As for the rest of the world, only Japan, South Korea, Norway, Russia, Sweden, and Taiwan have even begun the first steps toward a 4G rollout. We will probably see a handset called the iPhone 4G as soon as there's enough 4G wireless coverage to warrant putting a 4G antenna and chipset in it. Based on the current rate of 4G network deployments in the States, to say nothing of the rest of the world, that's at least a year or more in the future.

Given that the next iPhone is almost certainly not going to be called the iPhone 4G, why is everybody under the sun calling it that anyway? Read on to find out.


Apple's official names for its products are generally simple. Although the current iMac bears very little resemblance to its 1998 ancestor, both products have the exact same name. In the hands of Sony or Dell the current iMac might be called the "iMac 12390 XMT" or something similar to differentiate it from the slightly slower and less capacious "iMac 10460 TMI" that they sold last year, but Apple keeps it simple: if it's an all-in-one desktop computer, it's an iMac.
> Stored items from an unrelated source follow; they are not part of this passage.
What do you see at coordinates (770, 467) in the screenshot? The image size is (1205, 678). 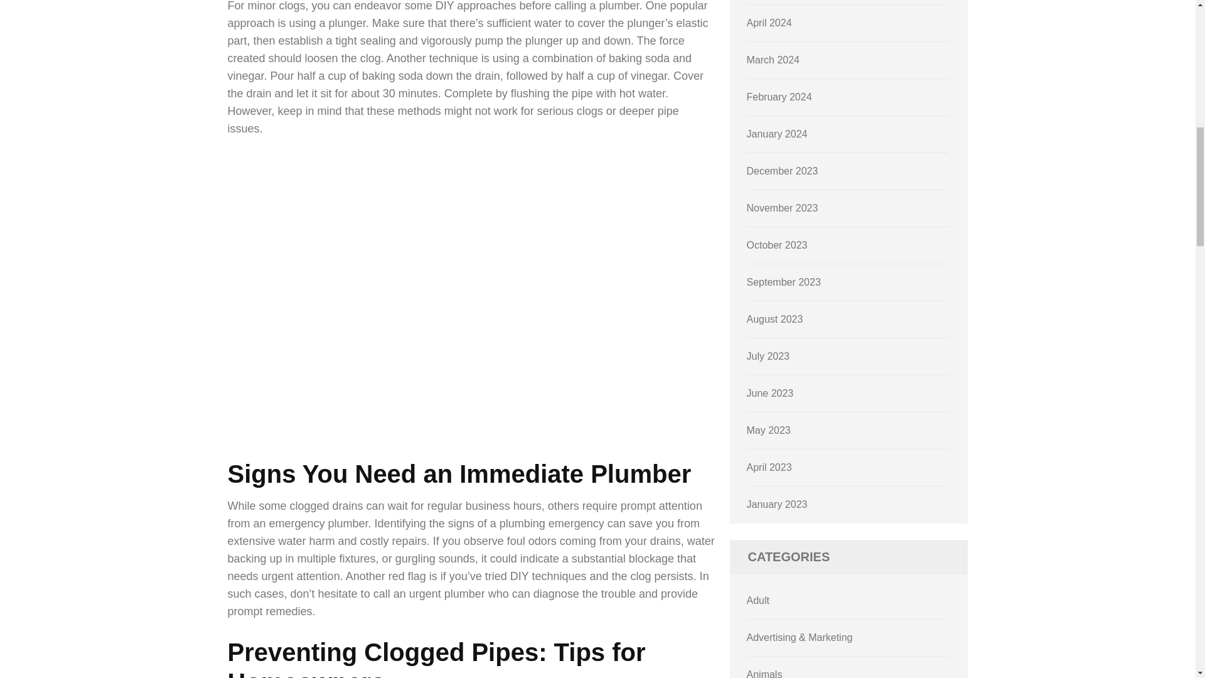 I see `April 2023` at bounding box center [770, 467].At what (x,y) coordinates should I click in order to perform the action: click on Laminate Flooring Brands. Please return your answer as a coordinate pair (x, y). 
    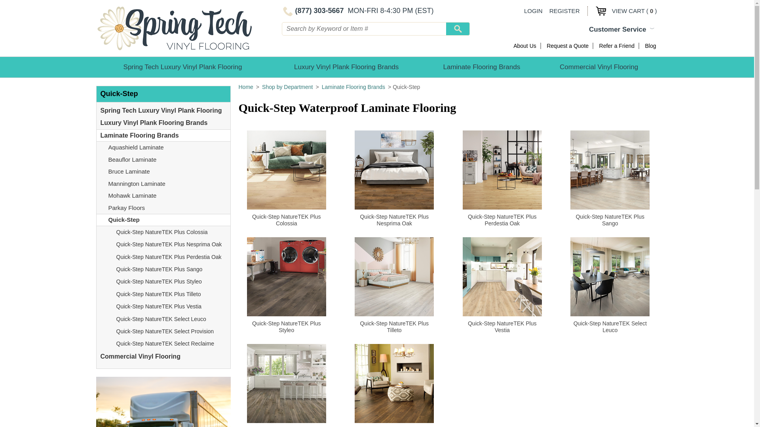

The End.

Even within product lines, the names generally remain the same. The current 64 GB iPod touch has the exact same name as the 8 GB iPod touch that came out in 2007 despite all the capacity and features it's gained since then. In fact, the iPhone is pretty much the only hardware Apple sells that's had name changes for each one of its iterations. Adding the "3G" moniker to the iPhone helped establish it as a very different device from its predecessor; naming the next iPhone after that the iPhone 3GS was a necessary evil, because both products are sold side-by-side to this day and have different capabilities.

In the case of almost all Apple hardware except the iPhone, there's a necessity for semi-official or unofficial nicknames for products in order to differentiate them. Nowhere has this been more obvious than the iPod. Officially, up until the rebranding of the hard-drive-based line as the iPod Classic, all full-sized iPods were merely called "iPod." Apple's documentation has given these various generations different names -- iPod (scroll wheel), iPod (touch wheel), iPod (dock connector), and so on -- but for the rest of us, it's been far easier to refer to iPods by generation number. Thus, the iPod (scroll wheel) becomes the first-generation iPod, and the iPod (touch wheel) becomes the second-generation iPod... or iPod 1G and iPod 2G for short.
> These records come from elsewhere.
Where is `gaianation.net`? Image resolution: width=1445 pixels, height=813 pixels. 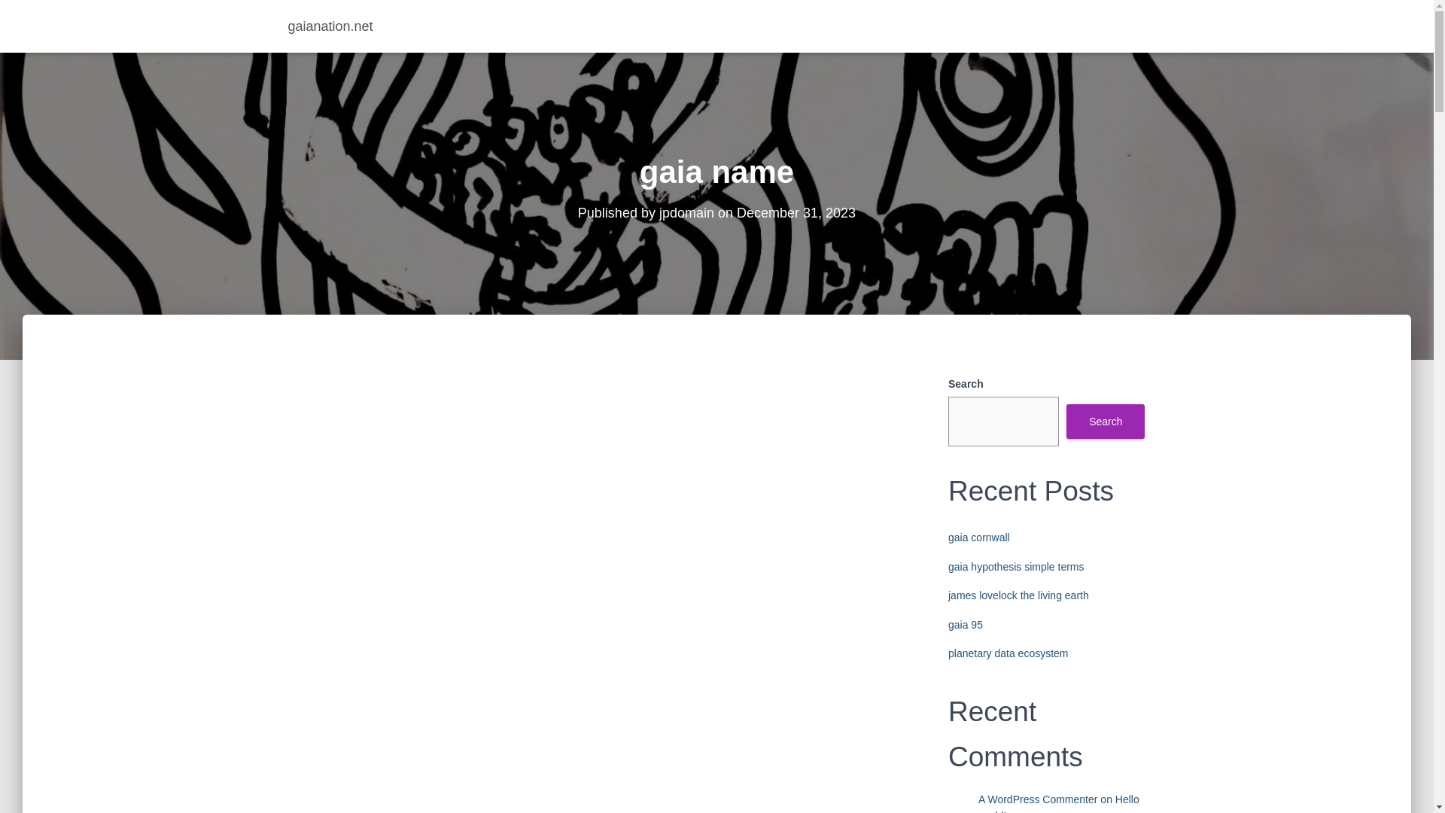 gaianation.net is located at coordinates (330, 26). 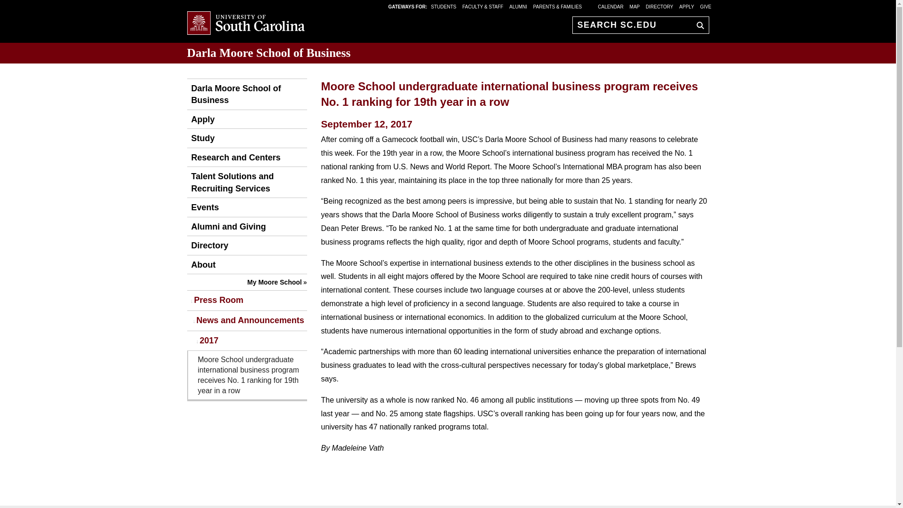 I want to click on DIRECTORY, so click(x=659, y=6). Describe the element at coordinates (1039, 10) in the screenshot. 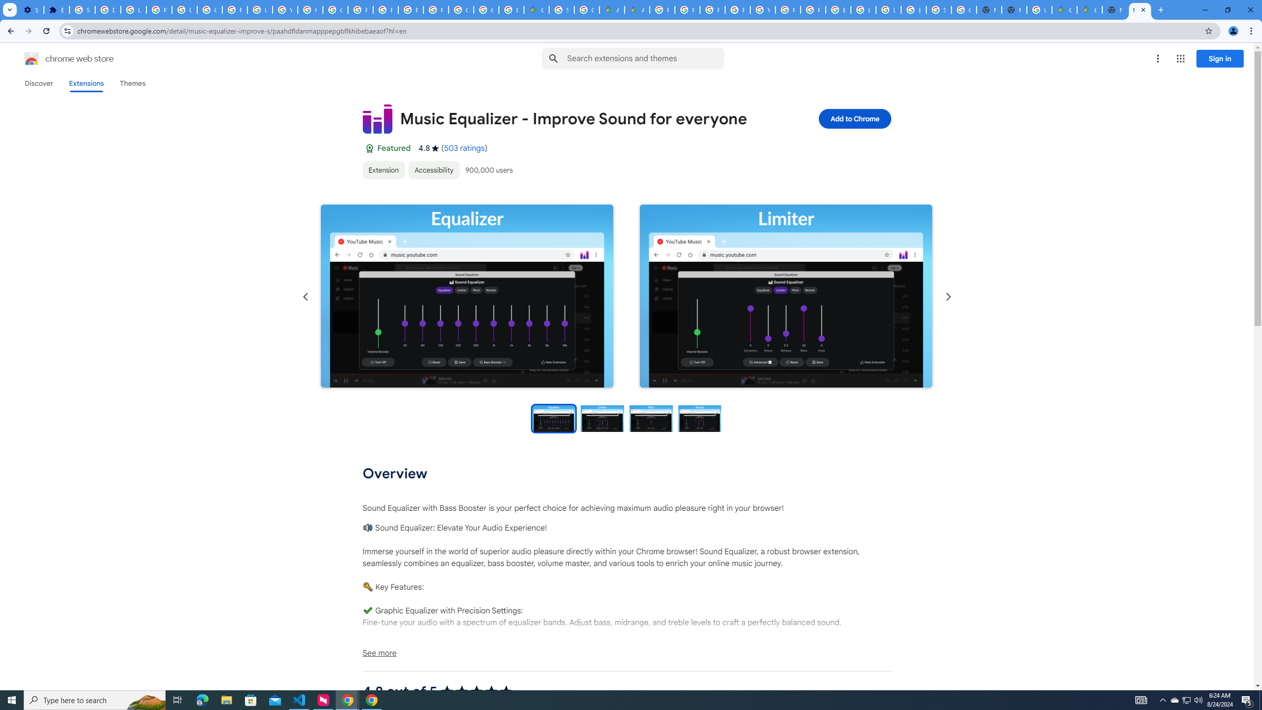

The iPod 1G/2G, 3G, 4G, and 5G

This shorthand nicknaming convention worked well for years... until Apple threw a monkey wrench into the works by naming their second-generation iPhone the iPhone 3G. And, because there's an actual 4G network scheduled for deployment sometime between later this year and the next arrival of Halley's Comet, presumably there'll be an actual iPhone 4G as well, eventually. Confused yet?

Right now, when someone in the tech world says "iPhone 4G" what they mean is "the fourth-generation iPhone." No one's implying the next iPhone will have 4G capabilities in it (it won't) or, worse, that the next iPhone will have a 4 GB capacity (absolutely not). In fact, given how almost no one thought the iPad would actually be called that instead of the iSlate, it's unlikely we'll know what the next-gen iPhone will actually be called until Steve whips one out on stage. Meanwhile, despite any confusion it may cause, and in the interest of saving wrist strain from typing out "fourth-generation iPhone" a thousand times between now and July, it's likely that most sites will keep calling it the iPhone 4G until Apple gives us the real name.